“No. Do not bring a stranger into this. We do not want every other village hearing of our troubles.”
“Try to imagine it. I will bring in the Inquisitor and let him find the guilty man. Then he will declare the town free of all evil influences, and the markets will thrive. It will be over in a fortnight. You won’t have to do anything. No one will care if you don’t make an arrest. But we will all gain recognition. God could very well be in this tragedy for our good.”
“No,” Bjorn said in a tone meant to end the conversation. “No outsiders. Don’t speak of it again.”
“Bjorn,” Stefan said, his face turning red. “Have you seen the way they look at me? Everyone in town looks at me as if I allowed this. Even you accuse me, in your way. I’m not stupid.”
“Then don’t act it. An Inquisitor will come here looking for the Devil, and he may very well find one. How will you look then?”
“You’re wrong,” Stefan said.
“Look at your feet, my friend.”
Stefan looked down. The edges of his robe were a bit dirty, but his feet were clean, despite the mud and chaos of spring.
“Do you see the ground you’re standing on?”
Stefan looked up. “Yes.”
Bjorn pointed a finger at him. “That’s the only thing you know for certain. You hear what people want to tell you, only the sins they feel guilt for. The difference between you and me? I see what they do when they leave your church. I see the sins they commit without guilt or shame.”
Stefan watched him walk away, standing there in the dirt with chaos not far away. A red fleck caught his eye, a cardinal in a barren tree. The branches were just beginning to build up at the ends, preparing for spring, and the bird glistened, a trembling ruby startling in its perfection, in its dazzling, unrepentant red. Stefan stared at it until the sun caught its feathers just right, and for a moment he saw his whole village blinded with red. Beyond the barren tree, behind the houses with dark smoke curling from their chimneys, a wolf howled.
Cold wind stung his cheeks, and he shook free of the moment, pulling his arms in with a shiver. Winter had not finished with them yet.
Chapter Six
Mia was startled awake when she heard a spoon bang against the wall. Margarite was anxious for supper.
“Coming, Margarite,” Mia yelled. Yelling made her sound angry, but Margarite could not help being deaf.
Margarite groaned and hit the spoon against the wall once more. The busyness of meals, of interacting with Mia, made Margarite forget the pain, Mia suspected. Food became something they could still do together, one last link. Mia did not know if the woman even tasted the food or just wanted Mia to touch her and look at her. When old ones stopped eating, they died. Everyone knew that, including Margarite. She wasn’t ready to die.
The old woman held on even though her body failed more every day and the pain in her bones grew steadily worse. Her wasting disease showed no remorse, daily marching her closer to death. Mia did not understood why Margarite held on. She, too, once had a will to live, even through times when nothing existed to live for. But then she had been young, and there had been hope. For Margarite, what hope was there but death? Death would relieve Margarite’s suffering, so why did she resist it?
Mia sighed, walking to the pottage, waving a hand at Margarite to signal that the meal was on the way. She stirred the pottage, careful to scrape along the bottom where most of the meat had sunk. Margarite should put some more weight on her frail frame. She might feel better if she had more cushion, more softness around her bones.
Mia hoped Margarite’s sense of smell was still intact. The sage, already good for picking this early in the season, blended well with the rosemary. Sage lent a lovely green undertone in their tiny home that always smelled of sharp, sweet rosemary. Rosemary stayed green and lush through the final frost of spring and needed no care from Mia. She loved it for being so dependable. She loved it for not needing her.
Ladling the pottage into a wooden bowl, Mia pushed a chair close to Margarite’s and took the spoon from her. Margarite stared at her with a closed mouth, nodding in the direction of Alma, who played with a kitten. The kitten’s mother had depended on Mia for scraps in the winter, and Mia regarded the kitten as a welcome visitor. She would have to shoo it outside before Bjorn got home. But it was not the kitten that agitated Margarite.
Little Alma had those dark red circles under her eyes again, looking as if she had been beaten overnight.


WHAT TO WORK ON —
Gather, from the data below, each line in which the word "axis" occurs.

Dataset rows about figures
[Start of Attachment]

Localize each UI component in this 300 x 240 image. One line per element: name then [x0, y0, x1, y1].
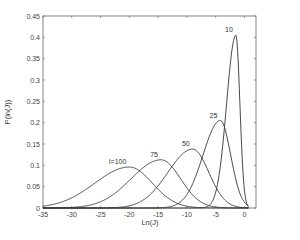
curve-label-50: 50 [182, 140, 190, 147]
x-tick-label: -25 [96, 211, 106, 218]
y-axis-ticks: 00.050.10.150.20.250.30.350.40.45 [26, 13, 256, 212]
y-axis-label: P(ln(J)) [3, 99, 12, 124]
x-tick-label: 0 [243, 211, 247, 218]
y-tick-label: 0.25 [26, 98, 40, 105]
y-tick-label: 0.35 [26, 55, 40, 62]
chart: -35-30-25-20-15-10-50 00.050.10.150.20.2… [0, 0, 300, 240]
y-tick-label: 0.2 [30, 119, 40, 126]
x-tick-label: -35 [38, 211, 48, 218]
curve-label-100: l=100 [109, 158, 126, 165]
curve-labels: 10255075l=100 [109, 26, 233, 165]
x-tick-label: -30 [67, 211, 77, 218]
y-tick-label: 0.15 [26, 141, 40, 148]
curve-label-75: 75 [150, 151, 158, 158]
x-tick-label: -20 [124, 211, 134, 218]
plot-frame [43, 16, 256, 208]
y-tick-label: 0.45 [26, 13, 40, 20]
x-axis-label: Ln(J) [141, 218, 159, 227]
y-tick-label: 0.1 [30, 162, 40, 169]
y-tick-label: 0.05 [26, 183, 40, 190]
curve-25 [43, 121, 249, 208]
y-tick-label: 0.3 [30, 77, 40, 84]
curve-50 [43, 149, 249, 208]
curve-100 [43, 167, 249, 208]
x-tick-label: -15 [153, 211, 163, 218]
y-tick-label: 0.4 [30, 34, 40, 41]
curve-label-25: 25 [210, 112, 218, 119]
curve-label-10: 10 [225, 26, 233, 33]
y-tick-label: 0 [36, 205, 40, 212]
x-tick-label: -10 [182, 211, 192, 218]
x-tick-label: -5 [213, 211, 219, 218]
curves [43, 35, 249, 208]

[End of Attachment]

YOUR SOLUTION —
y-axis-ticks: 00.050.10.150.20.250.30.350.40.45 [26, 13, 256, 212]
y-axis-label: P(ln(J)) [3, 99, 12, 124]
x-axis-label: Ln(J) [141, 218, 159, 227]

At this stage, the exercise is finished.